Cervical smear testing is another matter of great public concern. The Royal College of Surgeons in Ireland has the only laboratory in the State accredited to undertake smear testing but more than 1 million women require smears to be analysed each year. The cancer mortality rate in this State is in the third band out of four in the EU.

The clinical director of laboratory medicine at University College Hospital Galway, Professor Martin Cormican, at the end of October wrote to doctors in the south east advising them of the discontinuation of gynaecology cytology service in the region due to a shortage of five staff since September as a result of the Health Service Executive staff embargo and a 25% increase in its workload in this year. According to Professor Cormican, this has led to:

[T]he impossibility of providing a quality and timely service to the population of both the west and south east with the current level of staff. Unfortunately, therefore, any specimens received on or after 1 November ... will be returned unopened.

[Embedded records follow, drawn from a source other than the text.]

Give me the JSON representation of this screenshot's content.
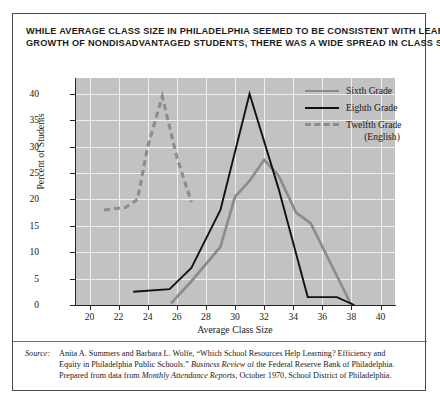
{
  "title": {
    "line1": "WHILE AVERAGE CLASS SIZE IN PHILADELPHIA SEEMED TO BE CONSISTENT WITH LEARNING",
    "line2": "GROWTH OF NONDISADVANTAGED STUDENTS, THERE WAS A WIDE SPREAD IN CLASS SIZES."
  },
  "legend": {
    "items": [
      {
        "label": "Sixth Grade",
        "style": "solid",
        "color": "#8c8c8c"
      },
      {
        "label": "Eighth Grade",
        "style": "solid",
        "color": "#111111"
      },
      {
        "label": "Twelfth Grade",
        "style": "dashed",
        "color": "#8c8c8c"
      }
    ],
    "sublabel": "(English)"
  },
  "axes": {
    "y_ticks": [
      "0",
      "5",
      "10",
      "15",
      "20",
      "25",
      "30",
      "35",
      "40"
    ],
    "x_ticks": [
      "20",
      "22",
      "24",
      "26",
      "28",
      "30",
      "32",
      "34",
      "36",
      "38",
      "40"
    ],
    "y_title": "Percent of Students",
    "x_title": "Average Class Size"
  },
  "source": {
    "label": "Source:",
    "line1_a": "Anita A. Summers and Barbara L. Wolfe, “Which School Resources Help Learning?  Efficiency and",
    "line2_a": "Equity in Philadelphia Public Schools.”  ",
    "line2_it": "Business Review",
    "line2_b": " of the Federal Reserve Bank of Philadelphia.",
    "line3_a": "Prepared from data from ",
    "line3_it": "Monthly Attendance Reports",
    "line3_b": ", October 1970, School District of Philadelphia."
  },
  "chart_data": {
    "type": "line",
    "title": "WHILE AVERAGE CLASS SIZE IN PHILADELPHIA SEEMED TO BE CONSISTENT WITH LEARNING GROWTH OF NONDISADVANTAGED STUDENTS, THERE WAS A WIDE SPREAD IN CLASS SIZES.",
    "xlabel": "Average Class Size",
    "ylabel": "Percent of Students",
    "xlim": [
      19,
      41
    ],
    "ylim": [
      0,
      43
    ],
    "xticks": [
      20,
      22,
      24,
      26,
      28,
      30,
      32,
      34,
      36,
      38,
      40
    ],
    "yticks": [
      0,
      5,
      10,
      15,
      20,
      25,
      30,
      35,
      40
    ],
    "grid": true,
    "legend_position": "upper right",
    "series": [
      {
        "name": "Sixth Grade",
        "color": "#8c8c8c",
        "style": "solid",
        "x": [
          25.6,
          27.0,
          29.0,
          30.0,
          31.0,
          32.0,
          33.0,
          34.2,
          35.2,
          38.0
        ],
        "y": [
          0.3,
          4.5,
          11.0,
          20.5,
          23.5,
          27.5,
          24.5,
          17.5,
          15.5,
          0.0
        ]
      },
      {
        "name": "Eighth Grade",
        "color": "#111111",
        "style": "solid",
        "x": [
          23.0,
          25.5,
          27.0,
          29.0,
          31.0,
          33.0,
          35.0,
          37.0,
          38.2
        ],
        "y": [
          2.5,
          3.0,
          7.0,
          18.0,
          40.0,
          22.0,
          1.5,
          1.5,
          0.0
        ]
      },
      {
        "name": "Twelfth Grade (English)",
        "color": "#8c8c8c",
        "style": "dashed",
        "x": [
          21.0,
          22.5,
          23.3,
          24.0,
          25.0,
          26.0,
          27.0
        ],
        "y": [
          18.0,
          18.5,
          20.0,
          30.0,
          39.5,
          28.0,
          19.5
        ]
      }
    ]
  }
}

He very much regretted the inconvenience to patients and colleagues.

This responsible man had to shout "stop" when he knew he could not deliver or reliably stand over the results for women's health. The smear test gives women early information regarding cell abnormalities in the neck of the womb and cancer of the cervix. On 26 October the HSE denied there was a problem. Tom Finn, assistant director at the National Hospitals Office, stated cytology services for cervical smear testing currently provided to GPs in the south east by UCHG would continue, although we now know those tests are going to Quest Diagnostics in the US. I accept these tests are going to an accredited lab, which is very good, and I accept the Minister wants the results delivered in the four to six weeks delivery time.

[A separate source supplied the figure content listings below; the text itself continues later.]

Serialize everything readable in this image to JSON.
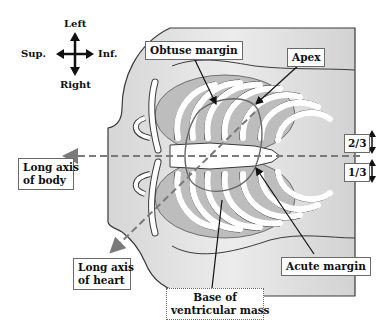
{
  "figure": {
    "type": "anatomical diagram"
  },
  "orientation": {
    "up": "Left",
    "down": "Right",
    "left": "Sup.",
    "right": "Inf."
  },
  "labels": {
    "obtuse_margin": "Obtuse margin",
    "apex": "Apex",
    "long_axis_body_line1": "Long axis",
    "long_axis_body_line2": "of body",
    "long_axis_heart_line1": "Long axis",
    "long_axis_heart_line2": "of heart",
    "acute_margin": "Acute margin",
    "base_line1": "Base of",
    "base_line2": "ventricular mass",
    "upper_fraction": "2/3",
    "lower_fraction": "1/3"
  },
  "colors": {
    "body_fill": "#e4e4e4",
    "body_gradient_edge": "#cfcfcf",
    "rib_fill": "#ffffff",
    "lung_fill": "#b9b9b9",
    "outline": "#3a3a3a",
    "axis_dash": "#7a7a7a",
    "leader": "#111111"
  }
}
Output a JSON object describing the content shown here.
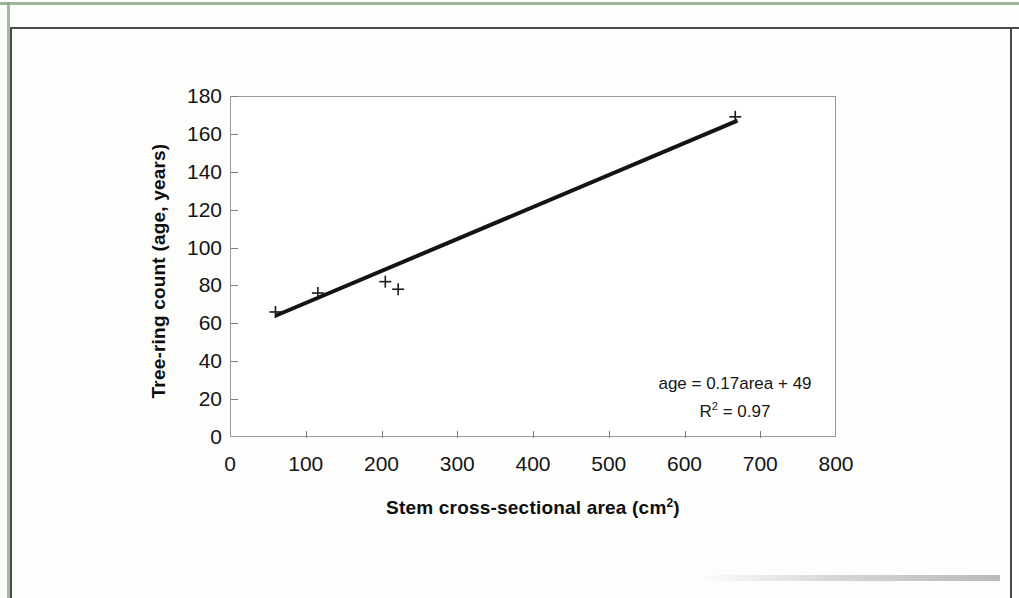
{
  "figure": {
    "y_axis_title": "Tree-ring count (age, years)",
    "x_axis_title_main": "Stem cross-sectional area (cm",
    "x_axis_title_sup": "2",
    "x_axis_title_close": ")",
    "equation_line": "age = 0.17area + 49",
    "r2_prefix": "R",
    "r2_sup": "2",
    "r2_value": " = 0.97"
  },
  "chart_data": {
    "type": "scatter",
    "title": "",
    "xlabel": "Stem cross-sectional area (cm2)",
    "ylabel": "Tree-ring count (age, years)",
    "xlim": [
      0,
      800
    ],
    "ylim": [
      0,
      180
    ],
    "xticks": [
      0,
      100,
      200,
      300,
      400,
      500,
      600,
      700,
      800
    ],
    "yticks": [
      0,
      20,
      40,
      60,
      80,
      100,
      120,
      140,
      160,
      180
    ],
    "grid": false,
    "legend": "none",
    "marker": "plus",
    "marker_color": "#1a1a1a",
    "points": [
      {
        "x": 60,
        "y": 66
      },
      {
        "x": 116,
        "y": 76
      },
      {
        "x": 205,
        "y": 82
      },
      {
        "x": 222,
        "y": 78
      },
      {
        "x": 667,
        "y": 169
      }
    ],
    "trendline": {
      "slope": 0.17,
      "intercept": 49,
      "r_squared": 0.97,
      "color": "#141414",
      "width": 4,
      "x_start": 60,
      "x_end": 670,
      "y_start": 64,
      "y_end": 167,
      "equation_text": "age = 0.17area + 49",
      "r2_text": "R2 = 0.97"
    }
  }
}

Currently, 10,000 tests from the south east are going to the US, costing €200,000, which money would have kept the five staff at UCHG in a job. Surely it would be more sensible to employ these five staff and keep the work in this country. An extra 200,000 tests next year going to accredited labs in the US will cost €4 million. The problem is nothing is being done to develop our own services, meaning taxpayers' money is leaving the country. Why is the Minister not investing in our laboratories? With funding, laboratories with our own staff could become accredited. What are the Minister's plans to do this? UCHG must be supported to become an accredited laboratory in the short term, and there is a wish for it to do so. The laboratory at the Rotunda is also pursuing accreditation.

Investment must be made in our laboratories to achieve accreditation. According to the HSE, the national cancer screening programme has confirmed to the Minister that a quality-assured population-based cervical screening programme will be in place from January 2008 with the good intention of reducing cervical cancer rates. How will the Minister deliver on this and is an implementation plan in place?

I will return to the issue of rats in the Oranmore health centre as I have a very disturbing piece of information to share with the House. When I discussed the matter with HSE senior management in Galway last Friday, they were very understanding and empathised with me. I was told the management was powerless. When a HSE representative saw a related letter in yesterday's Irish Independent and heard I was going on "Drivetime", the same manager was far from full of empathy. I felt intimidated by her approach.

I have reliable sources indicating that women and parents with babies are not confident about returning to that rat-infested centre. The HSE official denied it was a rat, stating it was just a mouse that was seen. We know rats and mice do not co-exist. It is has become a serious issue because there is a witch-hunt of the nurse who spoke out. Nurses did not speak to me but I have reliable sources I will not disclose in this House. The Minister has indicated she welcomes people who give good information and she is not into blaming people for reporting. That is not what I am finding in the HSE in Galway since yesterday. I ask the Minister to address the matter. I do not want to hear that any nurse is afraid of losing employment.

I welcome the Minister to the House and thank her for being here. I am looking forward to answers to the questions.